May I also ask the Minister about the current state of negotiations? I was appalled to read the letter from his fellow Minister, Mr Paice, of 15 November, in which the Germans seem to have decided with the French in, if no longer smoke-filled rooms, the corridors of power to do some dirty deal and produce a draft joint minute telling the rest of the European Union’s members what they can accept from the Germans and the French. That is pretty unacceptable, too. I hope that he has made strong representation to the Germans about this. Surely it is wrong in principle, as has been well said, for some sort of shady deal in which this matter is done at European level rather than at member-state level to the end of 2013. Let us hope that in negotiations about what will happen after that, when the French will be keen to continue this into the next round, the Germans will be in a weaker position than they would be if they remained firm and principled.
I should declare an interest as a member of the EU Sub-Committee D, which has brought forward this opinion.

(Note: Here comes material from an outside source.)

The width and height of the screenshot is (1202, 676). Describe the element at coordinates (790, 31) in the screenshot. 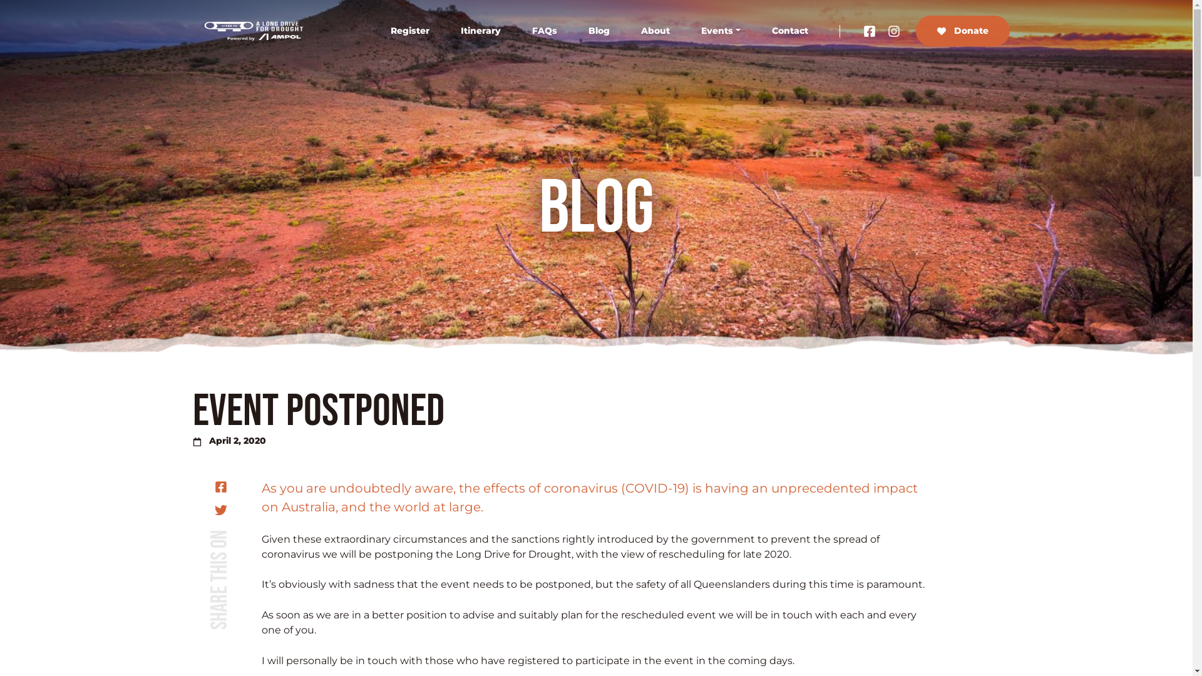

It has now considered this and similar proposals from the Commission on three occasions. On all three, it has taken the view that the proposal has little justification now that intervention stocks have more or less disappeared. Redistribution to deprived groups within society to relieve their poverty is essentially, we maintain, a matter for member states, not for the Union, and it is really ridiculous that CAP funds—€500 million—should be used to buy foodstuffs on the markets for such redistribution. If anything, such purchases would tend to drive prices up and exacerbate food poverty rather than the reverse.